▼▼▼
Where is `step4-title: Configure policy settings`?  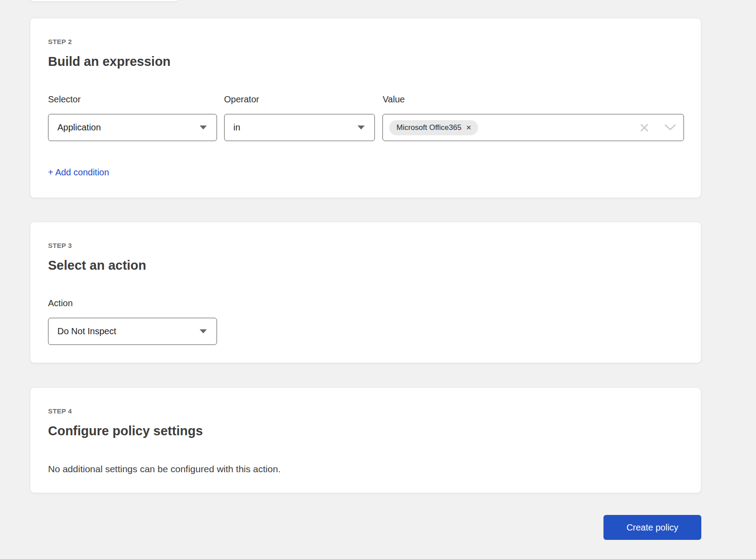
step4-title: Configure policy settings is located at coordinates (366, 431).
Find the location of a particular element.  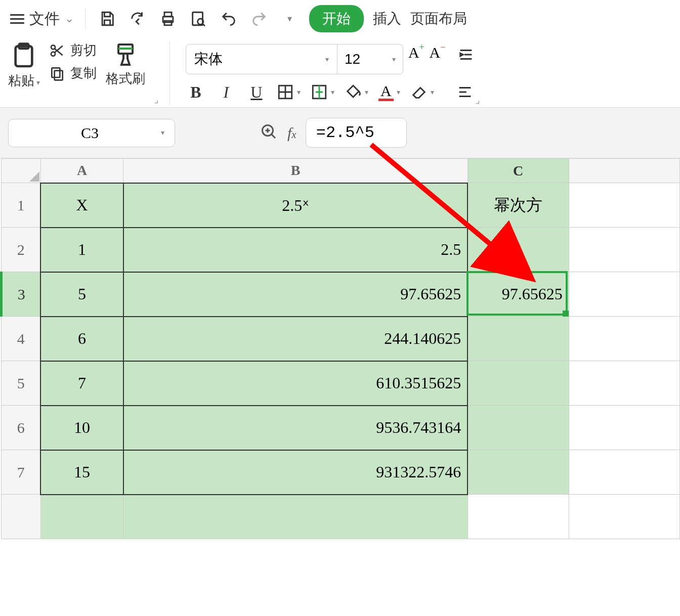

share-button is located at coordinates (138, 19).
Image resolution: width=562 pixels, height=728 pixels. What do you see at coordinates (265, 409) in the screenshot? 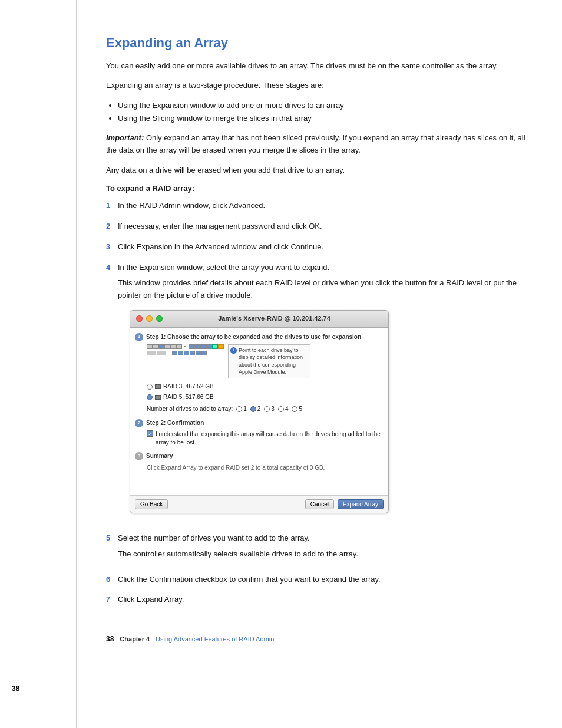
I see `num-drives-row: Number of drives to add to array: 1 2` at bounding box center [265, 409].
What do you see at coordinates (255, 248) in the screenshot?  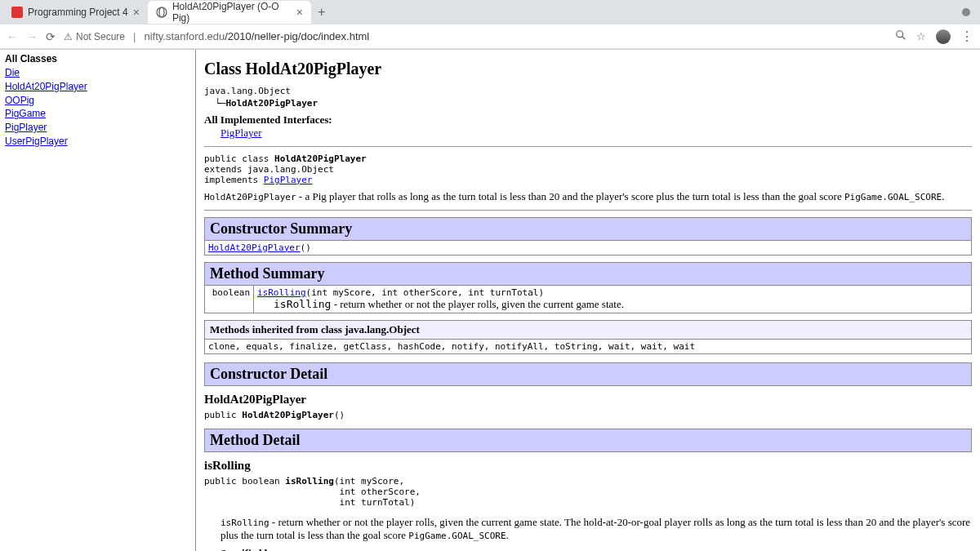 I see `constructor-link: HoldAt20PigPlayer` at bounding box center [255, 248].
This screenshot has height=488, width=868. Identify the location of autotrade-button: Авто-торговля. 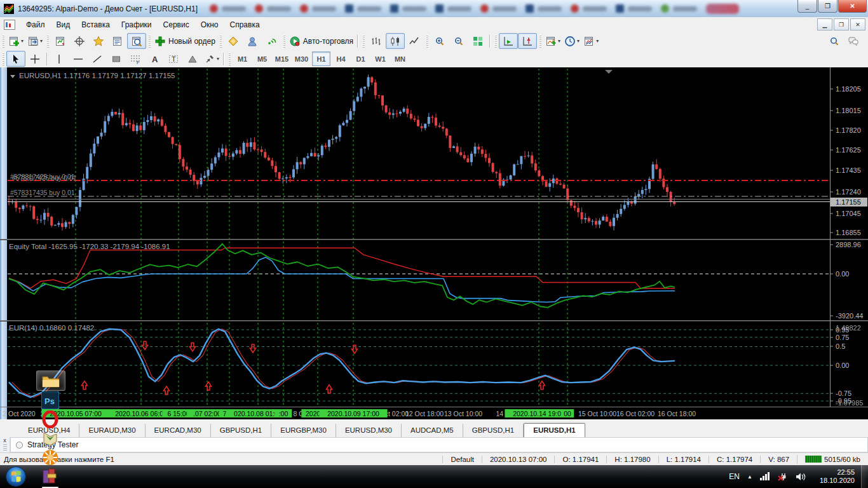
(322, 41).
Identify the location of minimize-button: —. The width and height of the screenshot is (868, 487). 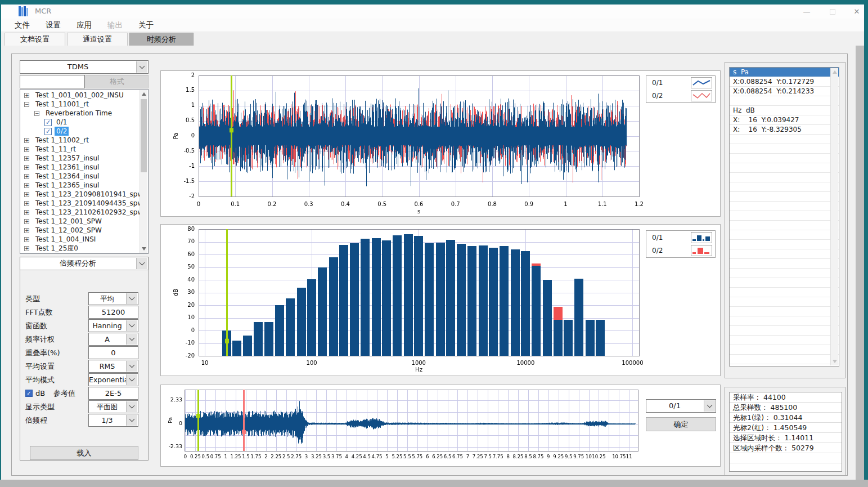
(807, 11).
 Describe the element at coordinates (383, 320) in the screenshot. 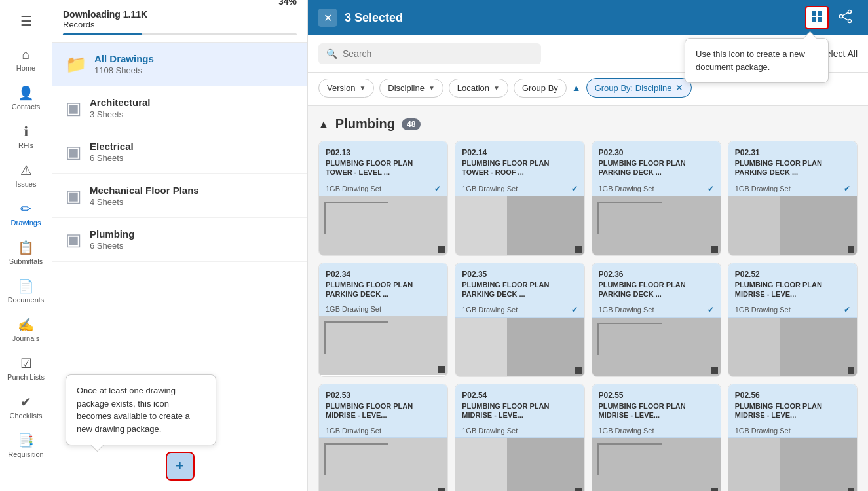

I see `drawing-card: P02.34 PLUMBING FLOOR PLAN PARKING DECK …` at that location.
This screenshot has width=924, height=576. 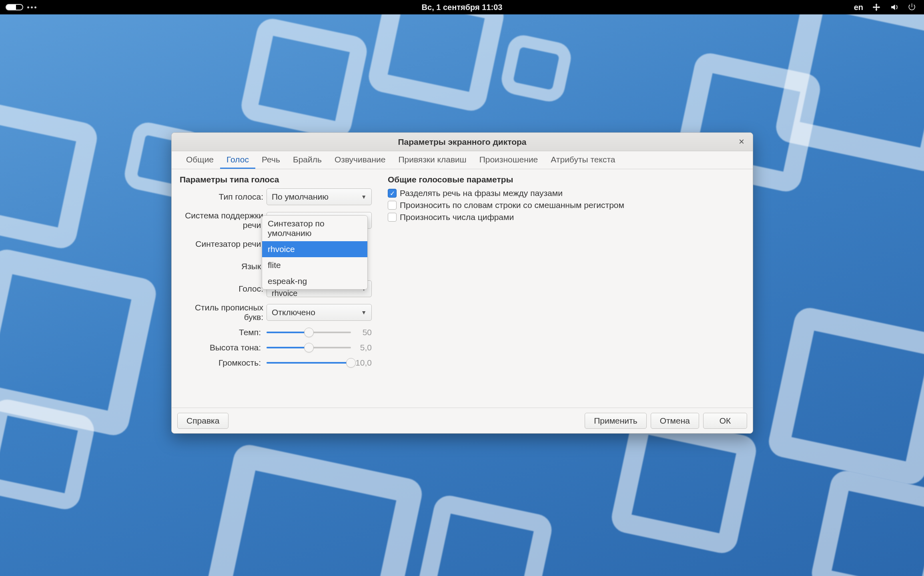 I want to click on volume-label: Громкость:, so click(x=223, y=363).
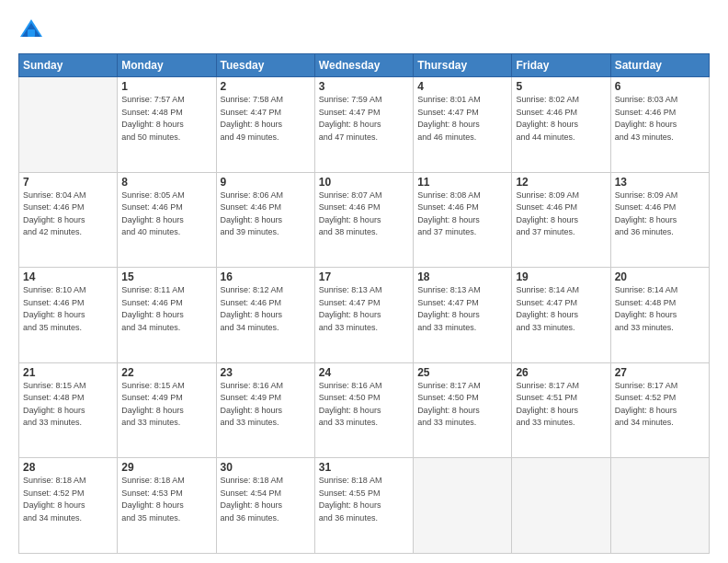  Describe the element at coordinates (364, 125) in the screenshot. I see `calendar-cell: 3Sunrise: 7:59 AMSunset: 4:47 PMDaylight…` at that location.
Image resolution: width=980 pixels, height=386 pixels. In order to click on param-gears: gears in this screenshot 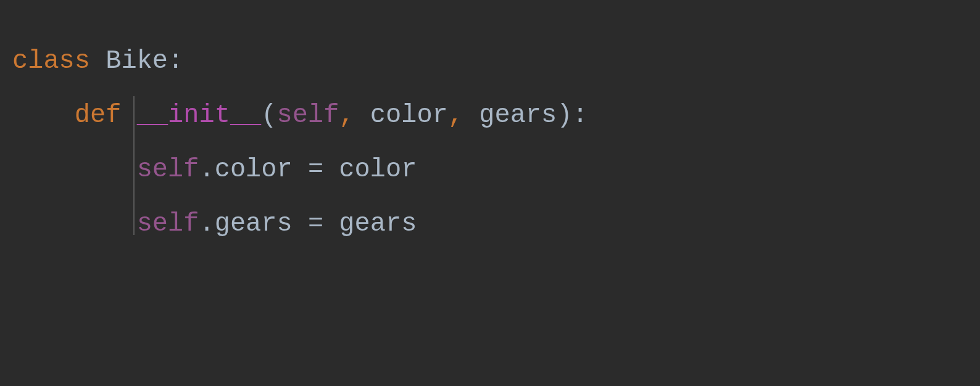, I will do `click(510, 115)`.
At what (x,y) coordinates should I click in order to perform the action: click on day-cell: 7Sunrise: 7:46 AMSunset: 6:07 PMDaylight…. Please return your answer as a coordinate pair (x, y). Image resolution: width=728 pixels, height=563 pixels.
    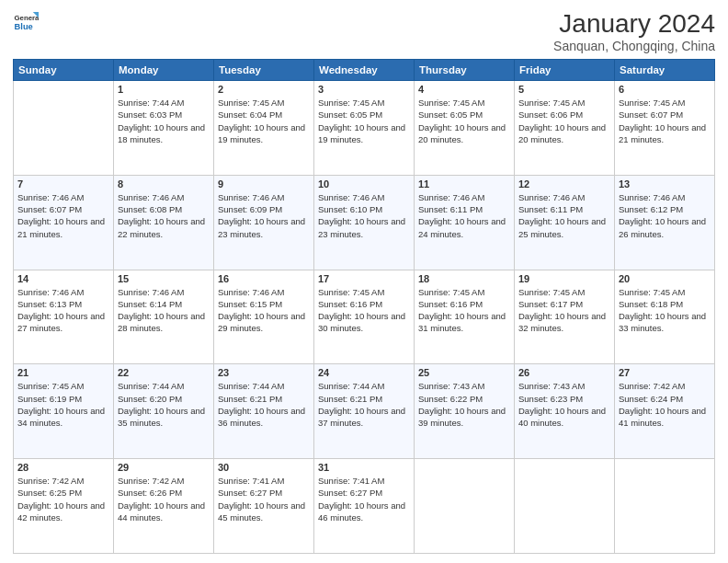
    Looking at the image, I should click on (64, 223).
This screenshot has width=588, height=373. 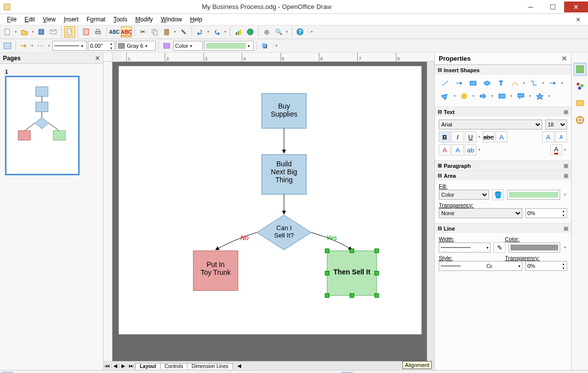 I want to click on line-color-combo: Gray 6▾, so click(x=136, y=46).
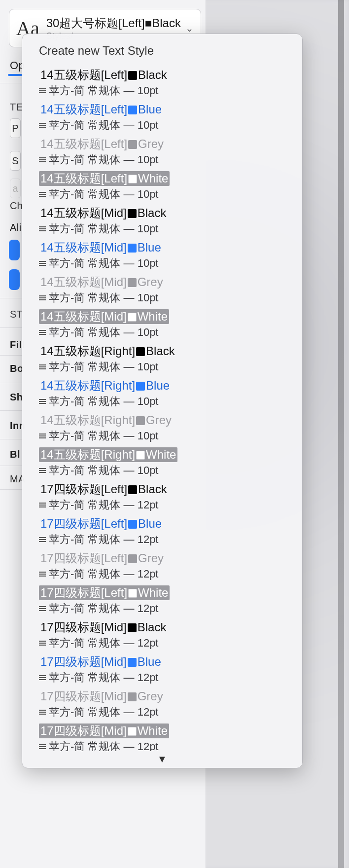  I want to click on style-name: 17四级标题[Mid]Grey, so click(102, 696).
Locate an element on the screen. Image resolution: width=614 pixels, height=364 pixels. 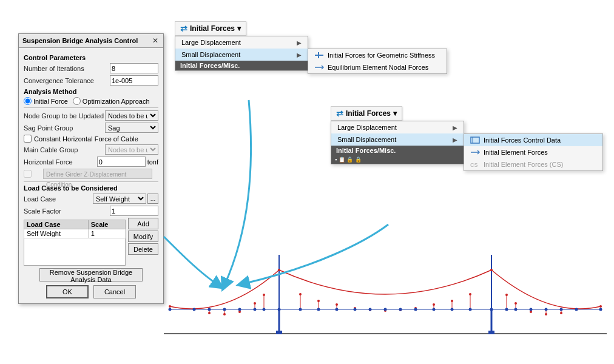
load-case-field-label: Load Case is located at coordinates (58, 199).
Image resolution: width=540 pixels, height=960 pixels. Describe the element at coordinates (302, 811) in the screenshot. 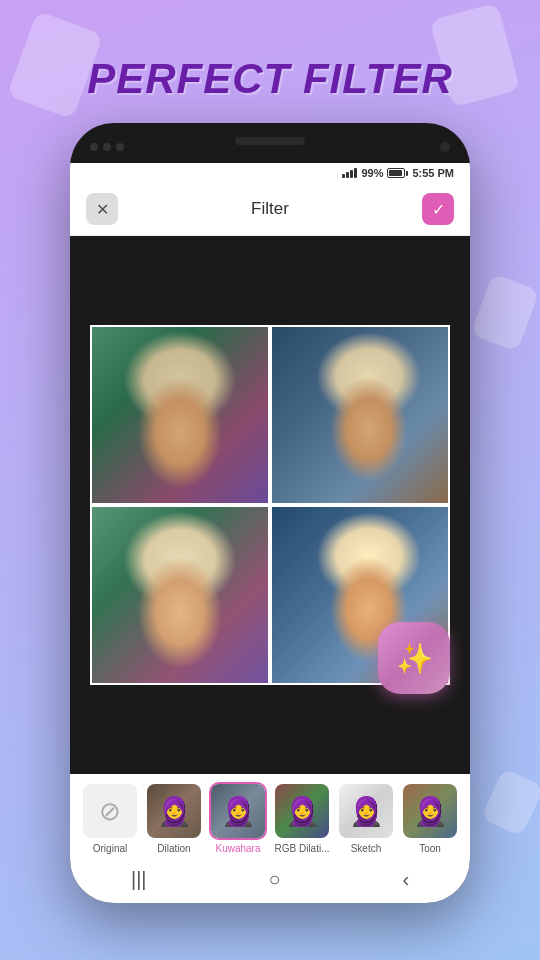

I see `filter-thumb-rgb: 🧕` at that location.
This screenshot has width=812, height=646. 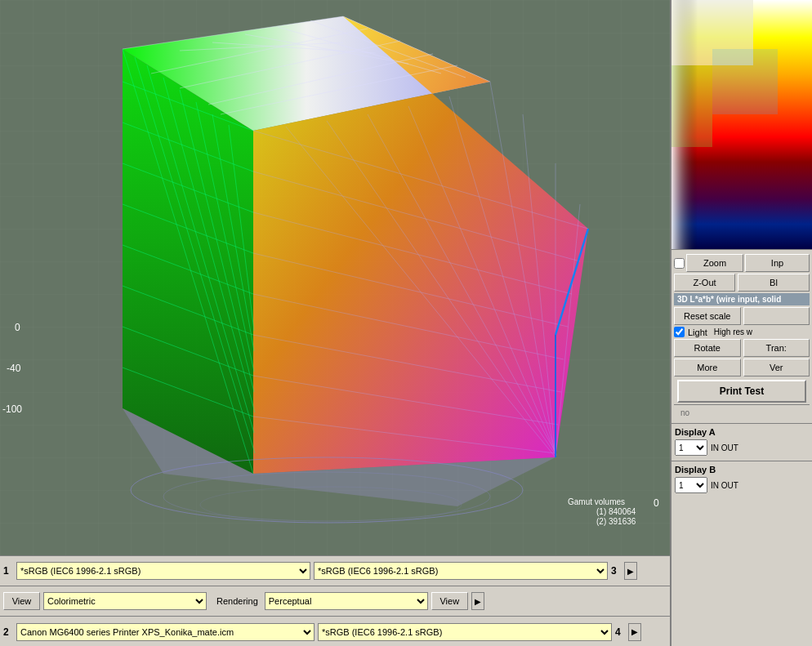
▲▲▲
Task details:
An exact restatement is expected of the lines from the line containing "Image resolution: width=540" to the end of the data above, pictures excluded.

Written solution:
Image resolution: width=540 pixels, height=960 pixels. Describe the element at coordinates (302, 811) in the screenshot. 

I see `filter-thumb-rgb: 🧕` at that location.
This screenshot has width=812, height=646. 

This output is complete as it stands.